Updated by noraj (Alexandre ZANNI) about 3 years ago

  • Description updated (diff)
  • ruby -v changed from ruby 3.1.0p0 (2021-12-25 revision fb4df44d16) [x86_64-linux] to ruby 3.1.1p18 (2022-02-18 revision 53f5fc4236) [x86_64-linux]

test against 3.1.1p18

Updated by duerst (Martin Dürst) about 3 years ago

  • Status changed from Open to Rejected

"\uD83D\uDC69" tries to create an UTF-8 string with surrogates. In UTF-8, surrogates are not allowed, and therefore you get an error. Adding .force_encoding(Encoding::UTF_16) does not change any of this, the error has already happened. It is also conceptually wrong, because it would label a sequence of UTF-8 bytes as UTF-16, which would give very strange results.

If you want the 'woman' emoji in UTF-16, then here are some choices:

"\u{1F469}".encode('UTF-16') # but this will prepend \uFEFF
"👩".encode('UTF-16') # but this will prepend \uFEFF
[0xD83D, 0xDC69]..pack('S>*').force_encoding('UTF-16')

If it's something else that you want, please tell us what you want. Also, please note that the above worked on two of my systems, but may not work on your system, because it depends on the endianness of UTF-16 (whether it is actually UTF-16BE or UTF-16LE).

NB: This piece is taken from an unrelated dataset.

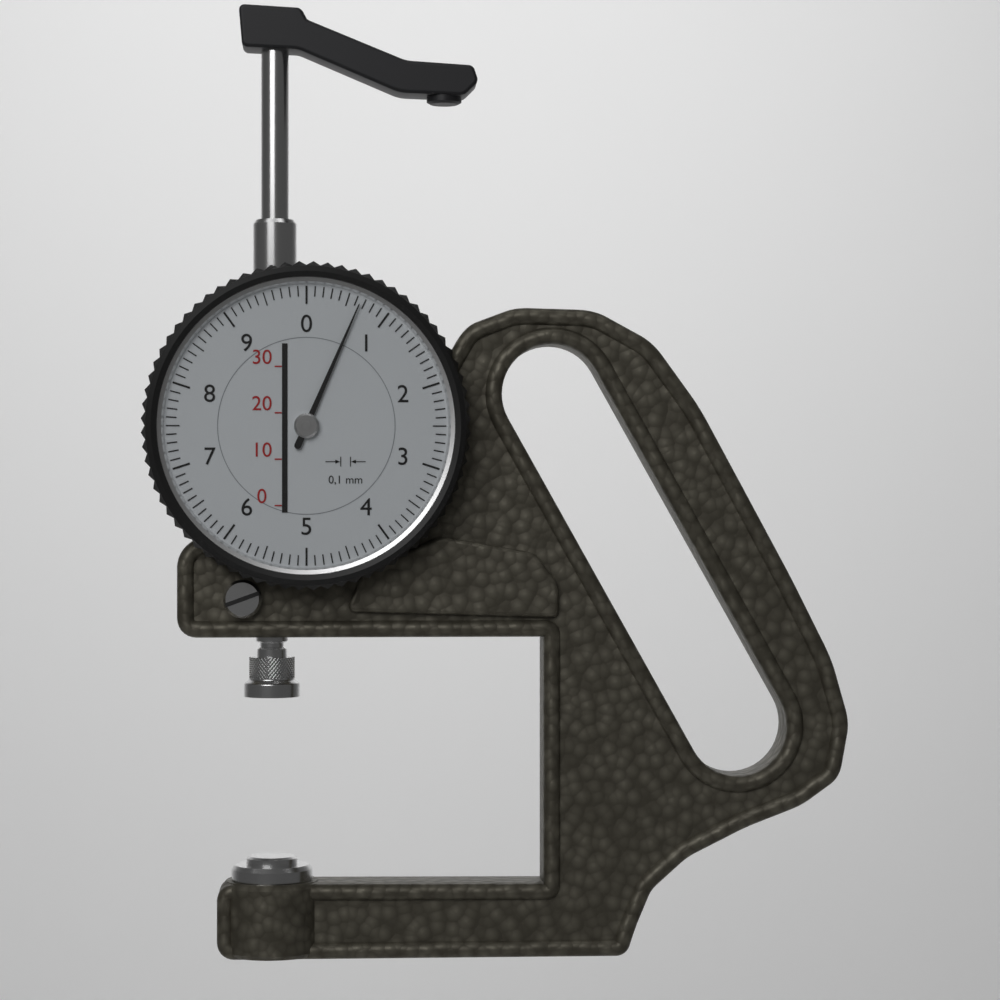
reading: 0.65 mm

Updated by noraj (Alexandre ZANNI) about 3 years ago

Thank you Martin.

I'm actually working on an Unicode study, I was not interested into representing the emoji with it's codepoint but to actually be able to write non-BMP glyph in UTF-16 by using the surrogates.

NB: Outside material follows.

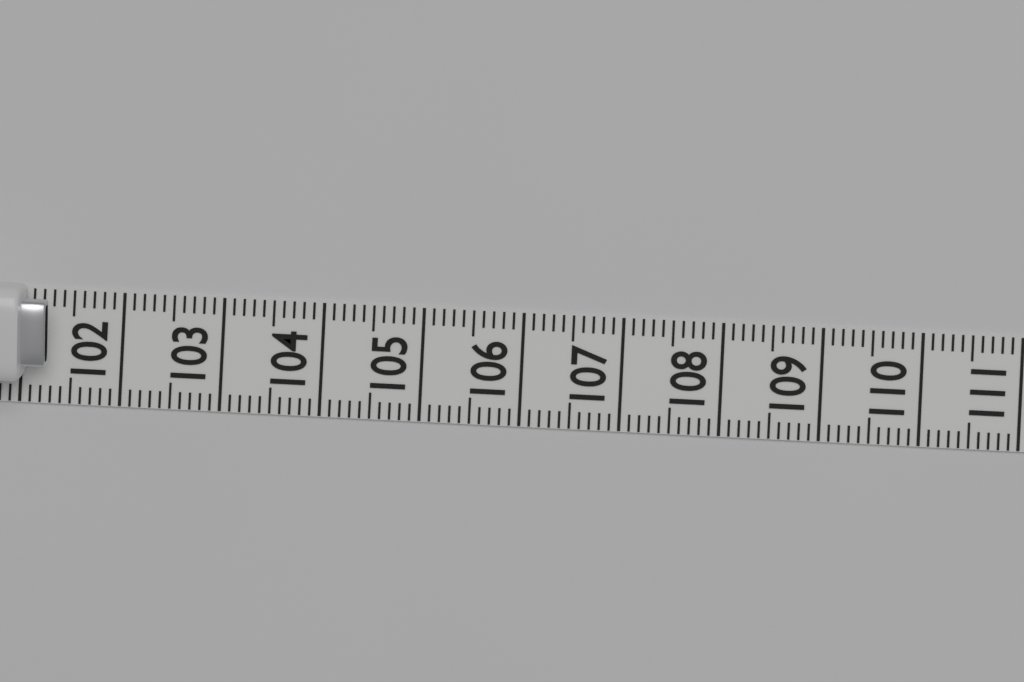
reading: 101.3 (no unit)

As far as I understand, it's not possible to have a native UTF-16 string it will always be UTF-8 converted to UTF-16 so my only option to write surrogates directly is to use pack?

Updated by duerst (Martin Dürst) about 3 years ago

noraj (Alexandre ZANNI) wrote in #note-3:

As far as I understand, it's not possible to have a native UTF-16 string it will always be UTF-8 converted to UTF-16 so my only option to write surrogates directly is to use pack?

Or write your own custom method, but that's unnecessary. When it comes to encodings for Unicode, Ruby is definitely heavily biased towards UTF-8, because UTF-8 is compatible with ASCII.